Physics and Mathematics Undergraduate, University of Chicago
I am interested in quantum computation and information, particularly on noise characterization protocols, low-level compilation of quantum circuit and gates, and optimal control of gate pulses. Currently an undergraduate student, I am pursuing a double major in physics and mathematics, with a focus on the theoretical and computational aspects of these fields.
I am currently an undergraduate researcher at EPiQC and previously worked at Infleqtion in the development of their hardware-aware quantum circuit compiler Superstaq.
Average circuit eigenvalue sampling (ACES) was introduced by Flammia in arXiv:2108.05803 as a protocol to characterize the Pauli error channels of individual gates across the device simultaneously. The original paper posed using ACES to characterize near-term devices as an open problem. This work advances in this direction by presenting a full implementation of ACES for real devices and deploying it to Superstaq arXiv:2309.05157, along with a device-tailored resource estimation obtained through simulations and experiments. Our simulations show that ACES is able to estimate one- and two-qubit non-uniform Pauli error channels to an average eigenvalue absolute error of under 0.003 and total variation distance of under 0.001 between simulated and reconstructed probability distributions over Pauli errors with 10^5 shots per circuit using 5 circuits of depth 14. The question of estimating general error channels through twirling techniques in real devices remains open, as it is dependent on a device’s native gates, but simulations with the Clifford set show results in agreement with reported hardware data. Experimental results on IBM’s Algiers and Osaka devices are presented, where we characterize their error channels as Pauli channels without twirling.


_Assigned task_.
Report each line from the listing that the string "structured" appears in.

_Record excerpts_.

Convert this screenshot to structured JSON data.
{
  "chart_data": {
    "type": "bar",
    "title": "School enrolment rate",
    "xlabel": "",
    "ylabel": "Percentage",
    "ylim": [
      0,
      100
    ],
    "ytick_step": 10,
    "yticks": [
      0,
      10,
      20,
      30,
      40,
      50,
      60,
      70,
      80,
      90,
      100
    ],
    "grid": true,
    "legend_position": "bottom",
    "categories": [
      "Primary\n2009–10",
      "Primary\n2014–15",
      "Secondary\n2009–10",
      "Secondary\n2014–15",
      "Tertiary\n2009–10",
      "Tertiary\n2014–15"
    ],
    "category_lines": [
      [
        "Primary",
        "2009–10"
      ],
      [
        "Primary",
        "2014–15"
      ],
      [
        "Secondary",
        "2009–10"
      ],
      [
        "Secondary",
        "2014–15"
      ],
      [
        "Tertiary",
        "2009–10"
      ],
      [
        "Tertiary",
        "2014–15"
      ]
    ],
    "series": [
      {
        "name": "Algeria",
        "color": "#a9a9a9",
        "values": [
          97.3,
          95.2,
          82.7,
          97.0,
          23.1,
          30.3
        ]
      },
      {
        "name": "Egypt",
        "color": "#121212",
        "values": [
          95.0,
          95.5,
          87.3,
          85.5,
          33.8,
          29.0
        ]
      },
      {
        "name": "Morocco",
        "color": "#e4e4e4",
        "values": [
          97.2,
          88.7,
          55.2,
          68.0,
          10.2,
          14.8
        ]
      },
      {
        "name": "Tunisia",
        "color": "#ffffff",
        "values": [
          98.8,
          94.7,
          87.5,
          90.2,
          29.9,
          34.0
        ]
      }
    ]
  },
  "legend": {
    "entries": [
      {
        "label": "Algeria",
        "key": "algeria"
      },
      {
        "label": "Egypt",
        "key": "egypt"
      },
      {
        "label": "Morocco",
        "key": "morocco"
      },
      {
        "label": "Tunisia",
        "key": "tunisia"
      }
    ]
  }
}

==

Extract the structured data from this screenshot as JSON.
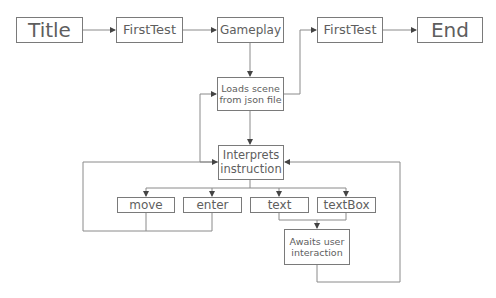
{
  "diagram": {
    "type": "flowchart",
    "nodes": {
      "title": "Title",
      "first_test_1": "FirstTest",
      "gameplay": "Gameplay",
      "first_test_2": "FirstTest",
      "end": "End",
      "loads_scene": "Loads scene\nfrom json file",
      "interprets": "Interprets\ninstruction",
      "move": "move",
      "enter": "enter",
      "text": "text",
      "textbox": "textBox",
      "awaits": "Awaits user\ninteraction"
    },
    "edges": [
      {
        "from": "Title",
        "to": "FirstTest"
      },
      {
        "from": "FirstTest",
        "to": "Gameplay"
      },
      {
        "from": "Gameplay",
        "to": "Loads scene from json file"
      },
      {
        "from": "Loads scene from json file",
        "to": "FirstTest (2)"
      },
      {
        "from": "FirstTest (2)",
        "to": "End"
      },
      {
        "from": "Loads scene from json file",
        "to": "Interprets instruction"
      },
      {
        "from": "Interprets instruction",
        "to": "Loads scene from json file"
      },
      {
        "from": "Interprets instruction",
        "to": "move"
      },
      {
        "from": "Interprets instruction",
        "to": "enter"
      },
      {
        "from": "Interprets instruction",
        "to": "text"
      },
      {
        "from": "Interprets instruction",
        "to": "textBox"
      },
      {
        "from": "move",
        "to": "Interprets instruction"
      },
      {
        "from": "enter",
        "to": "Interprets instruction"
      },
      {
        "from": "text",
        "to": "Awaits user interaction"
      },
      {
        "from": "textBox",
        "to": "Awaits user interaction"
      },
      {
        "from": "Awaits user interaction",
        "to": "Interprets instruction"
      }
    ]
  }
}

...

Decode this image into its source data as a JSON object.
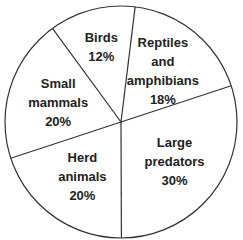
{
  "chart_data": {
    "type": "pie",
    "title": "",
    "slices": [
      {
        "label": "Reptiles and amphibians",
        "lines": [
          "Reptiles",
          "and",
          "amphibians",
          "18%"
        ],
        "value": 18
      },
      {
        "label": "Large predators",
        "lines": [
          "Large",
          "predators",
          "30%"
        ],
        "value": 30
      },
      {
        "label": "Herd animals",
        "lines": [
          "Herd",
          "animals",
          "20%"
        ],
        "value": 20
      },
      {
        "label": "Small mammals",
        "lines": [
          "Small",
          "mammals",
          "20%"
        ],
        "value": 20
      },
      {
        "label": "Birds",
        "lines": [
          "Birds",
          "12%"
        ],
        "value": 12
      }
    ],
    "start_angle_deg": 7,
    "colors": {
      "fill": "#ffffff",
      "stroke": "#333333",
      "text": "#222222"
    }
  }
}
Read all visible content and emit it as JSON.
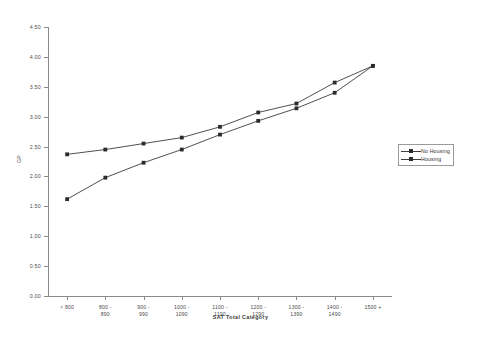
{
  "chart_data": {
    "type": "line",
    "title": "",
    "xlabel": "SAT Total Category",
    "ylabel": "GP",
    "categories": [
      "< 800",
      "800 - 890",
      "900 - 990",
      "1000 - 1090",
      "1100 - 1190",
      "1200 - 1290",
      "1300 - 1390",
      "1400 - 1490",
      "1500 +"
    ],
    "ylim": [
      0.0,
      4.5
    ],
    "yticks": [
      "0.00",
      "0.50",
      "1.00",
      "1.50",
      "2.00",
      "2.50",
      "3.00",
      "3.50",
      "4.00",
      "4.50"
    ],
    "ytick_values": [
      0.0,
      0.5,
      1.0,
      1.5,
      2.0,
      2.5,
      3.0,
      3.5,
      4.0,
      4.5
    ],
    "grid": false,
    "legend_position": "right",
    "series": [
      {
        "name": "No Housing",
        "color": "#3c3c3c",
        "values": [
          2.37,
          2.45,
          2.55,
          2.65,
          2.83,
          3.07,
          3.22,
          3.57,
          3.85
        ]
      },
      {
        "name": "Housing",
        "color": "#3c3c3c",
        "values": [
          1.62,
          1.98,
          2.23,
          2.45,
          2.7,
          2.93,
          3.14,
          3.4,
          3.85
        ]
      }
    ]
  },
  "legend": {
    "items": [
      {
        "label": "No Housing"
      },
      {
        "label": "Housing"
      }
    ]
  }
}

_Written solution_.
Convert this screenshot to structured JSON data.
Extract the structured data from this screenshot as JSON.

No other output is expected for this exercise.